Why would one of the best crime-fiction writers in the world decide to take on the composition of what the finished book’s cover describes as “a novel based on” the work of another author?

That’s what I wondered when I first heard that Don Winslow, the author of such classics as The Death and Life of Bobby Z, The Winter of Frankie Machine, The Power of the Dog, and The Dawn Patrol, had signed to write a prequel to Shibumi, a 1979 thriller by the novelist known as Trevanian, whose most famous book was The Eiger Sanction (1972). Money probably had something to do with it, but Winslow has sold many books. And, to my knowledge, he is the only writer to make the work of an insurance investigator--in California Fire and Life--not only interesting, but fascinating.

Now comes the result of this unlikely collaboration: Satori (Grand Central Publishing). The title itself is a tribute to its source. “The tea room was exquisite, elegant in its simplicity. a perfect expression of shibumi ...,” explains the lead character, Nicholai Hel. “In his role as guest, Nicholai admired the skillful brushwork. which depicted the Japanese symbol for satori. An interesting choice, Nicholai thought. Satori was the Zen Buddhist concept of a sudden awakening, a realization of life as it really is. ... Nicholai had never known satori.”

The more pages I turned, the more I understood why Winslow had taken on this project. He is very kind to Trevanian family members, and makes me believe that he really admires the author. Although I would argue that Winslow has known satori in virtually all of his books, the challenge here must have been irresistible. And he pulls it off with so much energy and imagination that Satori turns out to be a total triumph.

After the young half-Japanese, half-Russian Hel is suddenly released from an American-run prison in 1951 Japan, he quickly learns from his former captors what they have in mind for him. That gang of “spooks”--mostly new renderings of, and much more frightening than, the ones in Shibumi--make Hel an offer he knows he should refuse: they want him to go through painful plastic surgery on his face and carry out a probably suicidal mission to assassinate a Soviet commissioner in China. But he also knows that Solange, the older French woman who is looking after him and teaching him to talk, eat, drink, smoke, and smell like a real Frenchman, will be in grave danger if he refuses. He has come to love this stunning woman with a tragic back-story of her own.

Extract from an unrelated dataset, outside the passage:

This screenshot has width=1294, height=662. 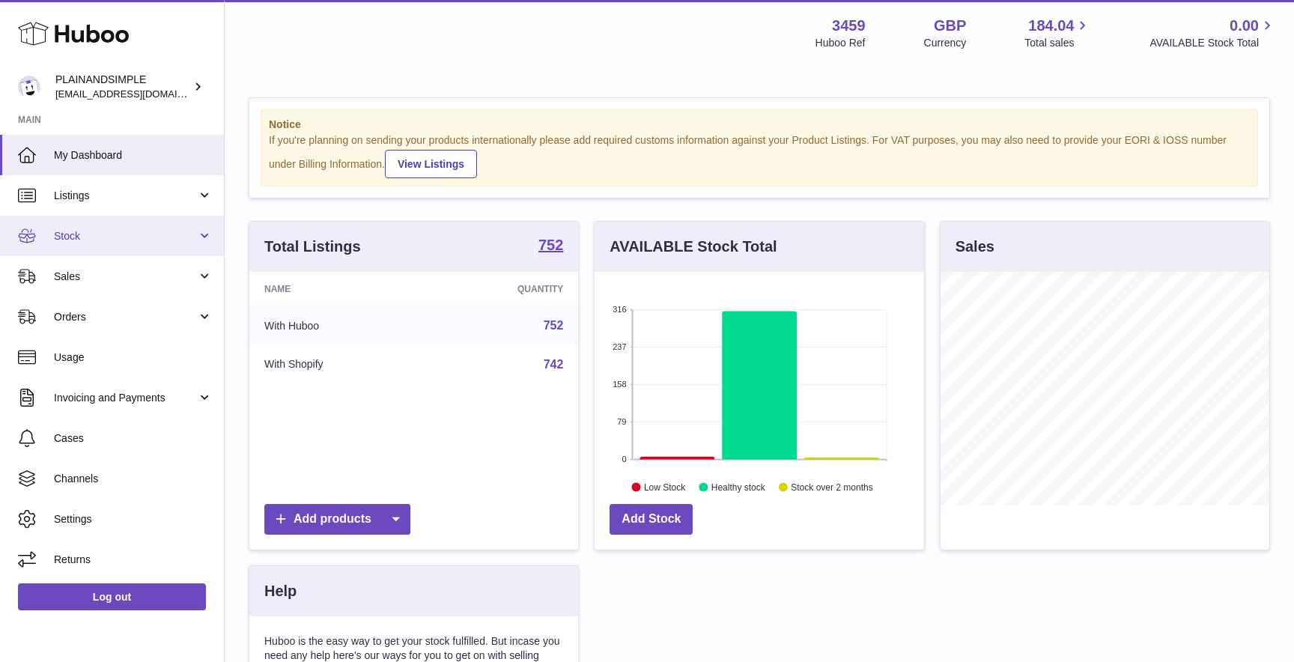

So, having adopted the identity, visage, and aroma of a 26-year-old French arms dealer, Hel enters a very dangerous and beautifully drawn world, which eventually takes him to war-ravaged Vietnam, where his expertise in playing the ancient game of Go (I bought a set after reading about it here) becomes as important as his physical skills.

On the way, Winslow paints a bleak but touching picture of China two years after Mao Zedong seized power--including a 1952 visit to Beijing’s Tiananmen Square. Satori is proof that a fine writer can take on any challenge, and make it work for him.